As stable as that dime is, it’s utterly useless for all practical purposes.
What Google is talking about it making a stable qbit - the basic unit of a quantum computer. It’s extremely difficult to make a qbit stable - and as it underpins how a quantum computer would work instability introduces noise and errors into the calculations a quantum computer would make.
Stabilising a qbit in the way Google’s researchers have done shows that in principle if you scale up a quantum computer it will get more stable and accurate. It’s been a major aim in the development of quantum computing for some time.
Current quantum computers are small and error prone. The researchers have added another stepping stone on the way to useful quantum computers in the real world.
As stable as that dime is, it’s utterly useless for all practical purposes.
What Google is talking about it making a stable qbit - the basic unit of a quantum computer. It’s extremely difficult to make a qbit stable - and as it underpins how a quantum computer would work instability introduces noise and errors into the calculations a quantum computer would make.
Stabilising a qbit in the way Google’s researchers have done shows that in principle if you scale up a quantum computer it will get more stable and accurate. It’s been a major aim in the development of quantum computing for some time.
Current quantum computers are small and error prone. The researchers have added another stepping stone on the way to useful quantum computers in the real world.
It sounds like your saying a large quantum computer is easier to make than a small quantum computer?
That is one of the things the article says. That making certain parts of the processor bigger reduces error rates.
I think that means the current quantum computers made using photonics, right? Those are really big though.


Only the lines from the one containing "has height=406, width=572." through the end of the entries are to be copied, exactly and without pictures, please.
[Given data — start]
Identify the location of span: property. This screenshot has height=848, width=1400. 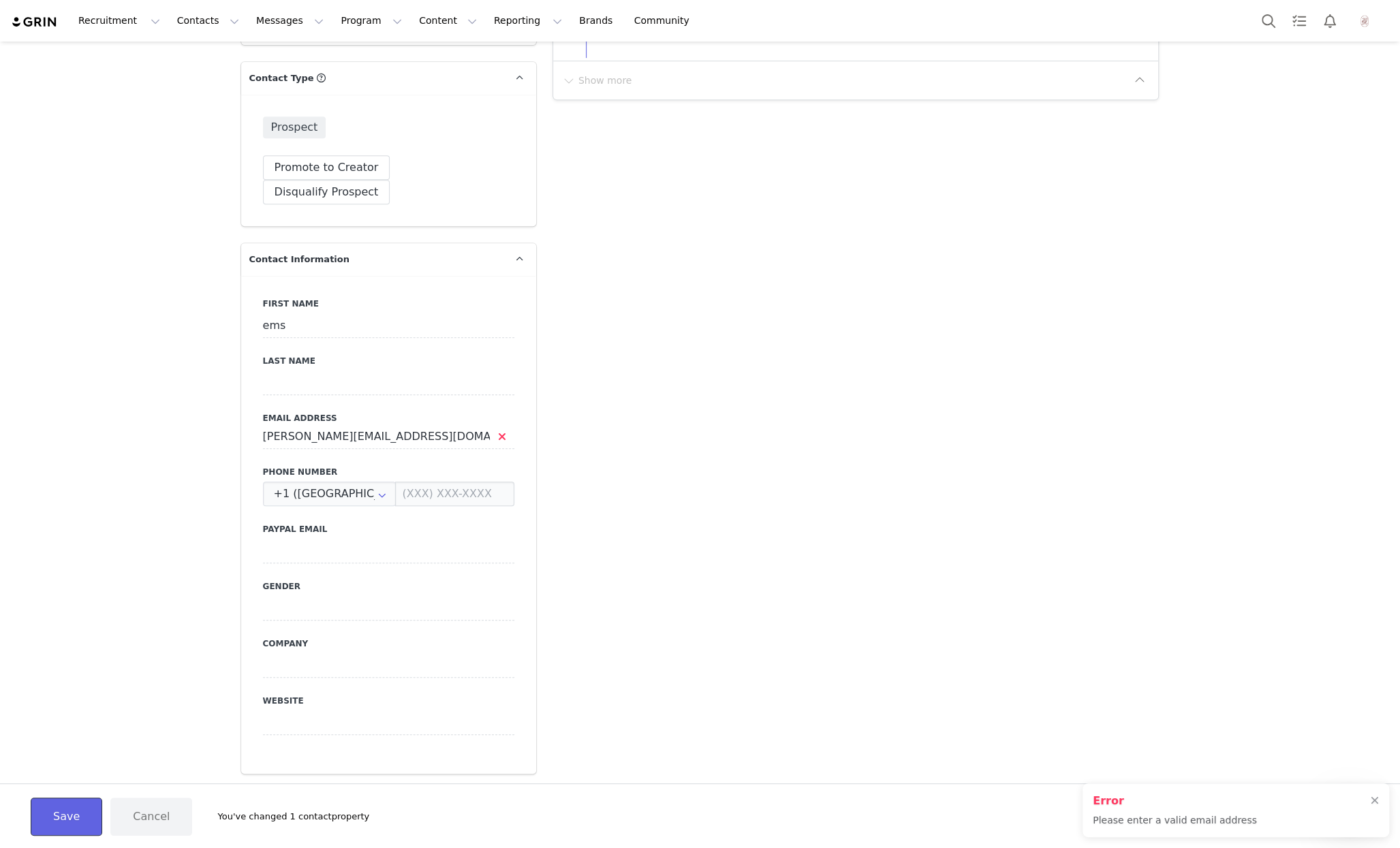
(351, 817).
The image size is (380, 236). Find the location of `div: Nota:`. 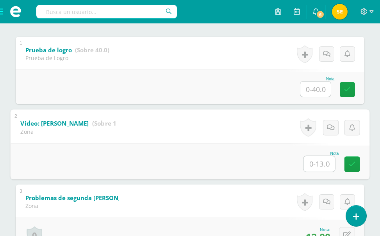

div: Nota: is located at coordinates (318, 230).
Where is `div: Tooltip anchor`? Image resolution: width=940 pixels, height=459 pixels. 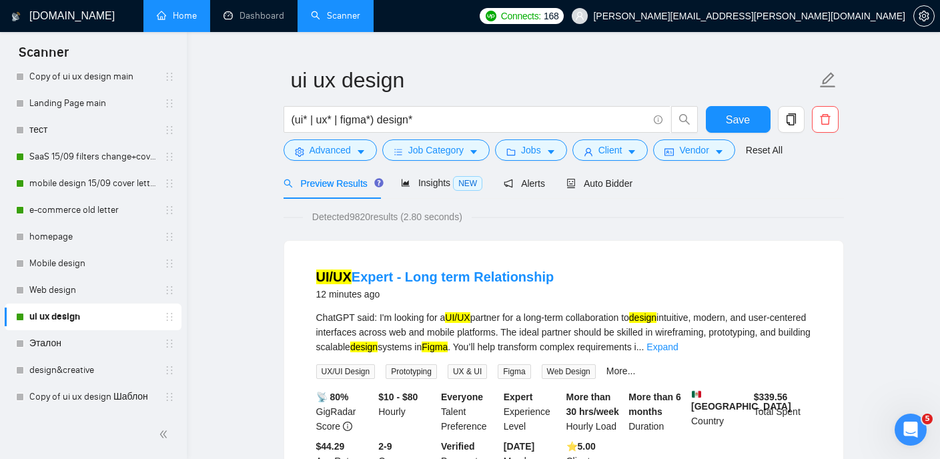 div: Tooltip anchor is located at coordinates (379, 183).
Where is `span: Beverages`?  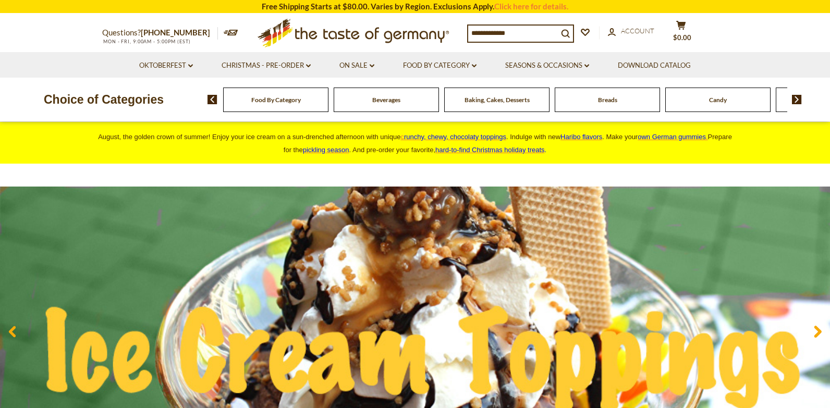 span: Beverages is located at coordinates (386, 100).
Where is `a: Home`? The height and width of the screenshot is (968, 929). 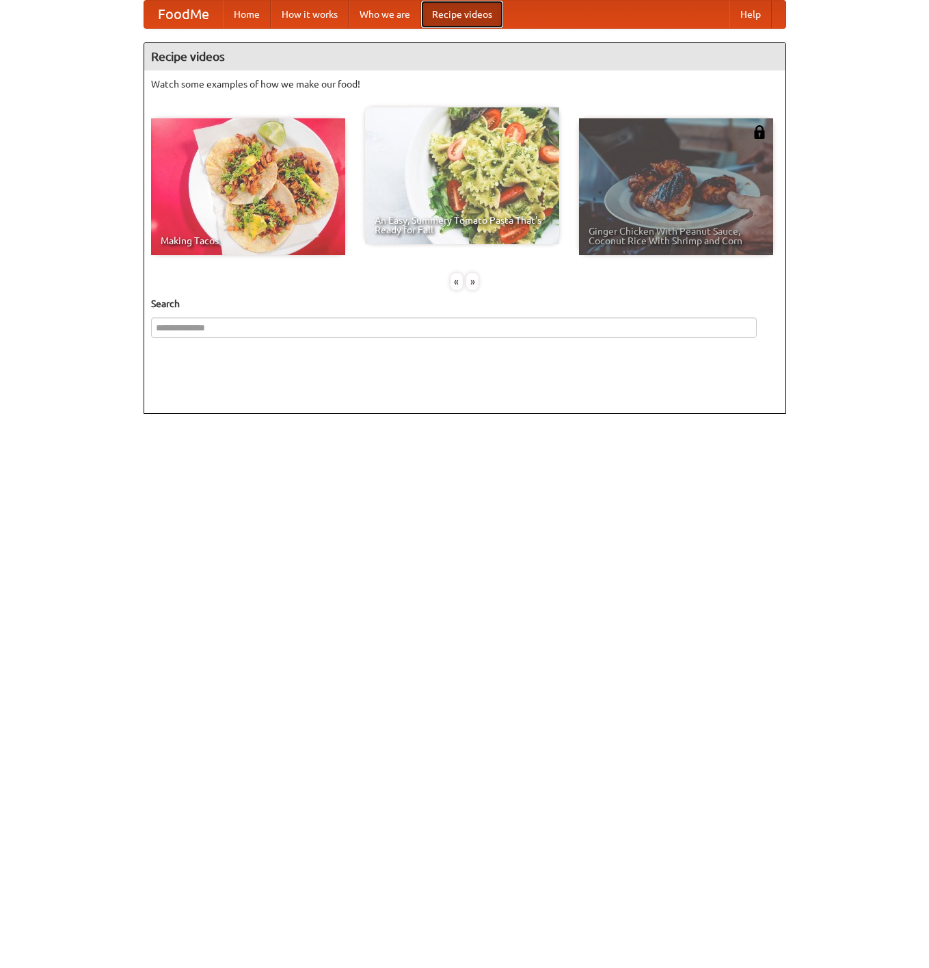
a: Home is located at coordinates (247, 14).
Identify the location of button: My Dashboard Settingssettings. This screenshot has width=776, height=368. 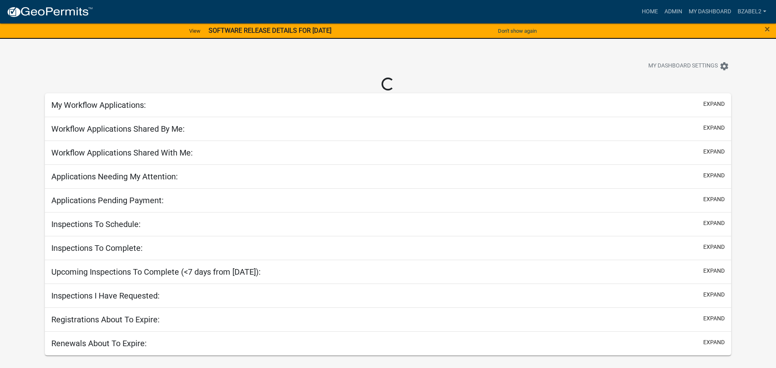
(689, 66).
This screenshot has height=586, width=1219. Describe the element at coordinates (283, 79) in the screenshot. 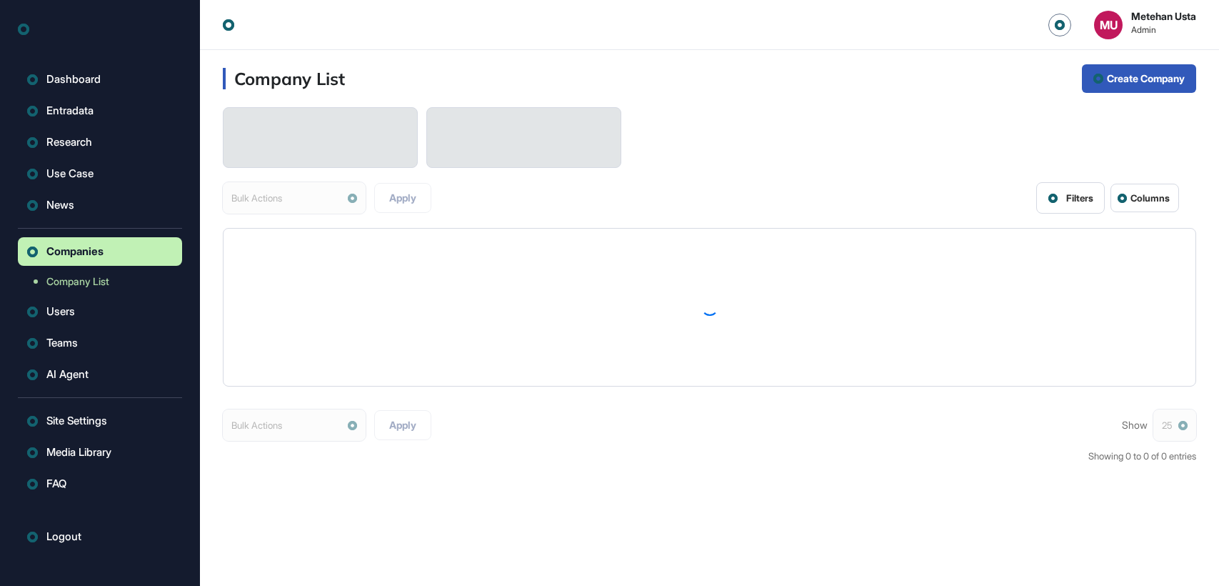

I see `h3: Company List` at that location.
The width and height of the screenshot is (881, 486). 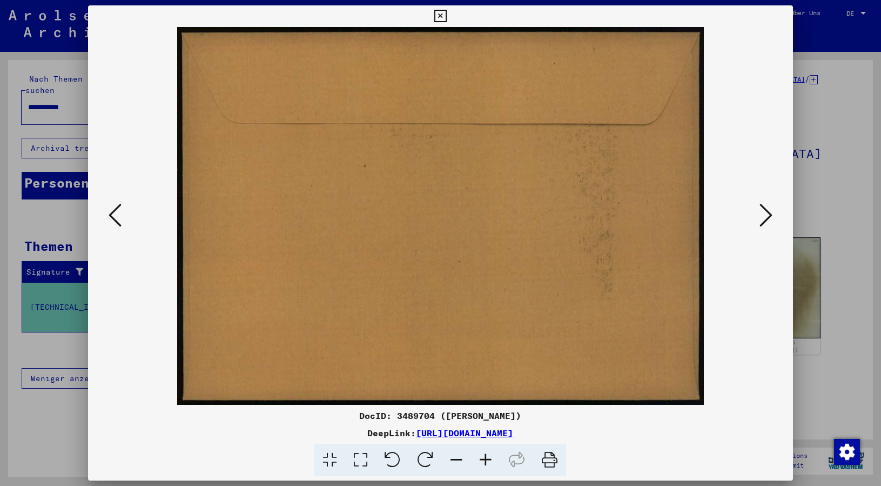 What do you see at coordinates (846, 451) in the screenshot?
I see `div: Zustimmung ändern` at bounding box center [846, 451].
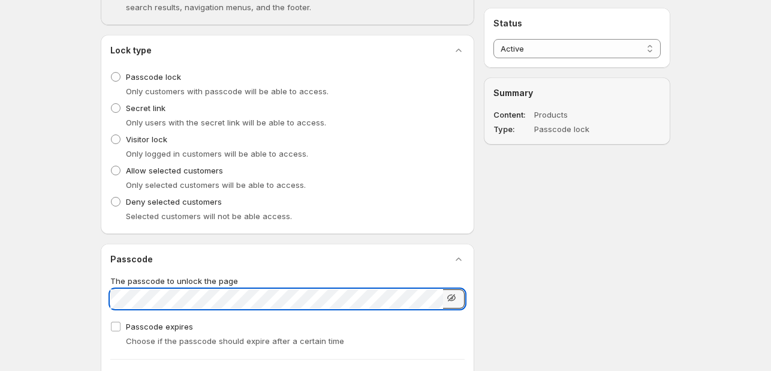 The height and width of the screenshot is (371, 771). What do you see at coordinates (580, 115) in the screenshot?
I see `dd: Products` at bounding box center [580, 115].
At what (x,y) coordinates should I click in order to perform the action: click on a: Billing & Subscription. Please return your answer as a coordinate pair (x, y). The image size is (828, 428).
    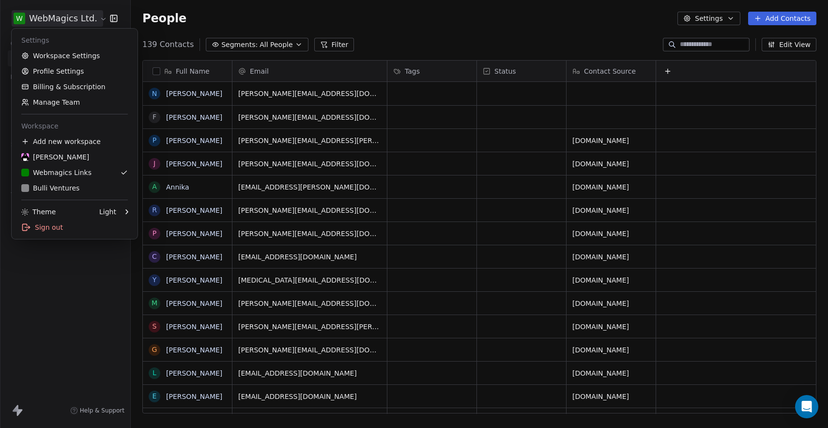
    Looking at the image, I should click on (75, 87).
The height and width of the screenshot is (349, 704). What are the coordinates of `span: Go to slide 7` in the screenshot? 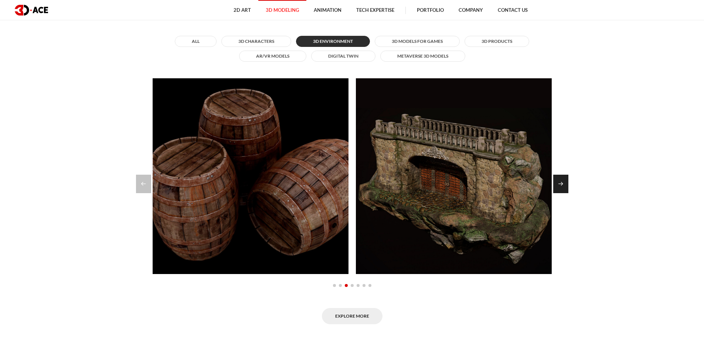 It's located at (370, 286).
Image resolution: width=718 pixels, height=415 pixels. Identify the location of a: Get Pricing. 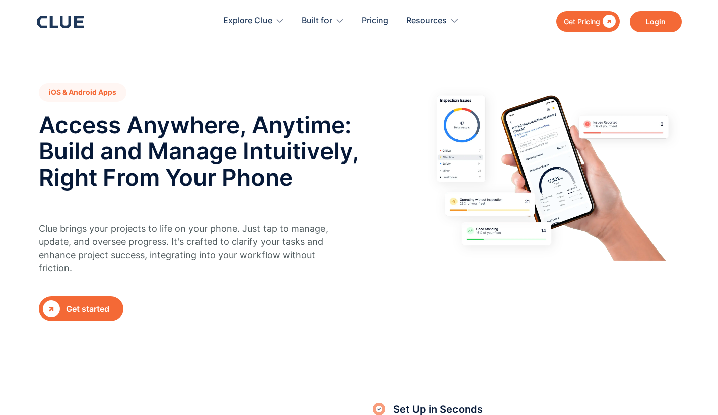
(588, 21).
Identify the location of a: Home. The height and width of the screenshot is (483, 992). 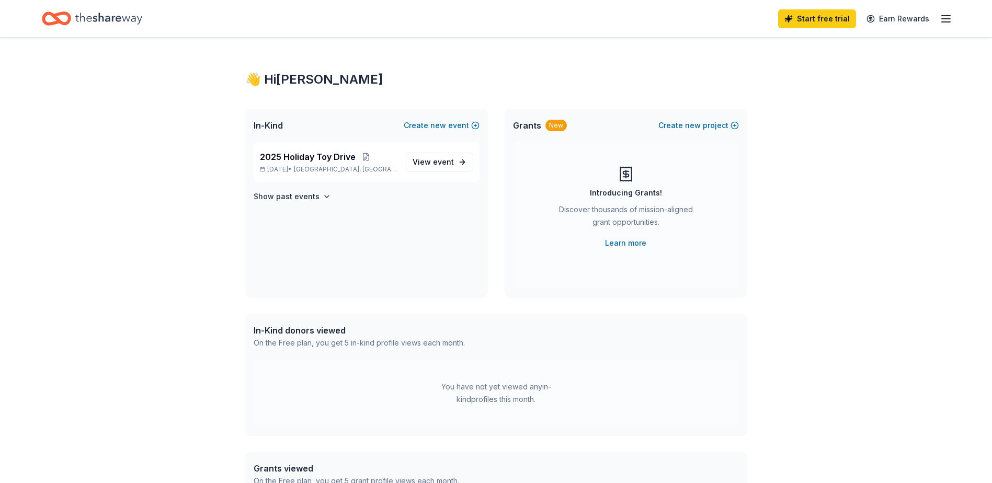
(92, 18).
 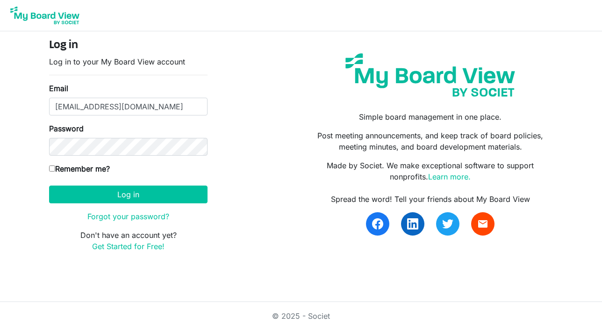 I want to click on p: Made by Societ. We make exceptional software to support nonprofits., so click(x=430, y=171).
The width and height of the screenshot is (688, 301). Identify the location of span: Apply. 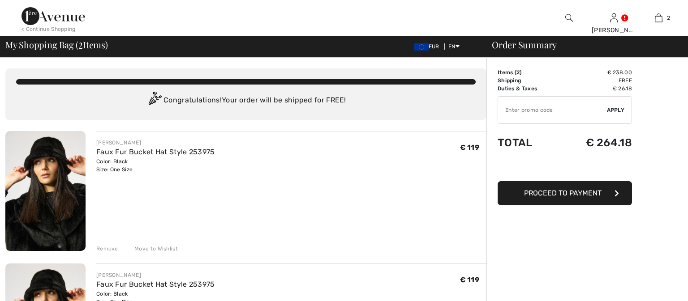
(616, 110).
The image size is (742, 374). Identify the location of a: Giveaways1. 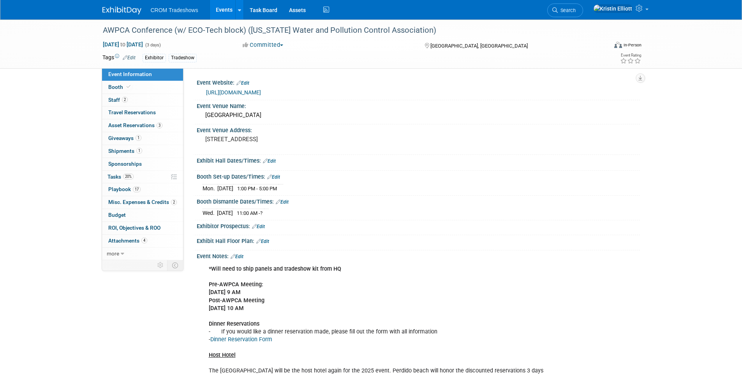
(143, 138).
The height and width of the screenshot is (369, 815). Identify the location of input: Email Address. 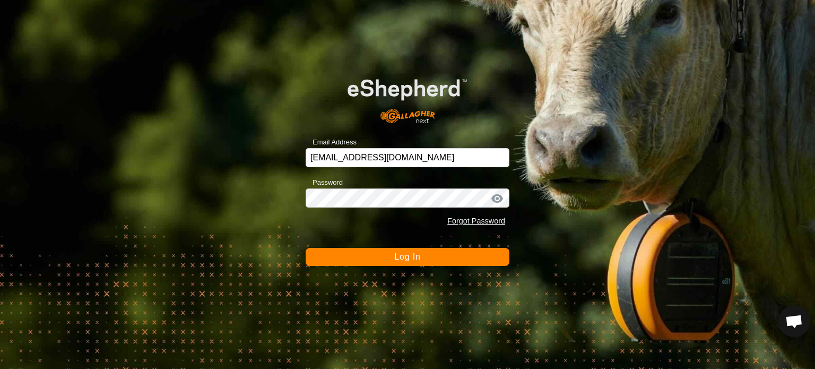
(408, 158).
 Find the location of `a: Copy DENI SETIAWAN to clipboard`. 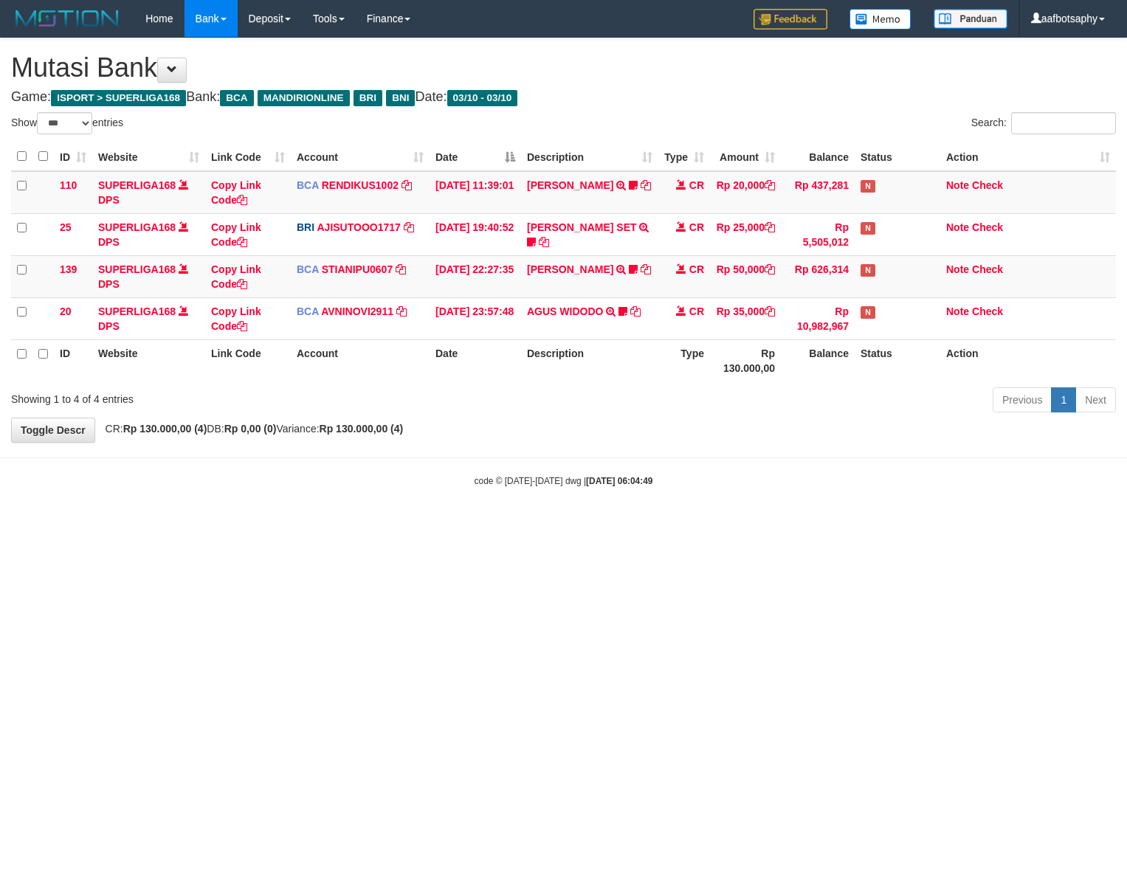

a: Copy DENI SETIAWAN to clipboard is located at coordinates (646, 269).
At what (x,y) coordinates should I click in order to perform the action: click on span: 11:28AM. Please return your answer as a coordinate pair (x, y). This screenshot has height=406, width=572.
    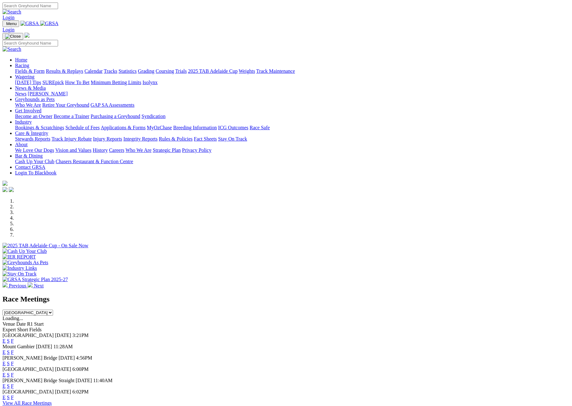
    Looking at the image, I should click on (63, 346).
[Given data — finish]
Task answer ▸
At what (x,y) coordinates should I click in order to perform the action: click on span: 11:28AM. Please return your answer as a coordinate pair (x, y). This screenshot has height=406, width=572.
    Looking at the image, I should click on (63, 346).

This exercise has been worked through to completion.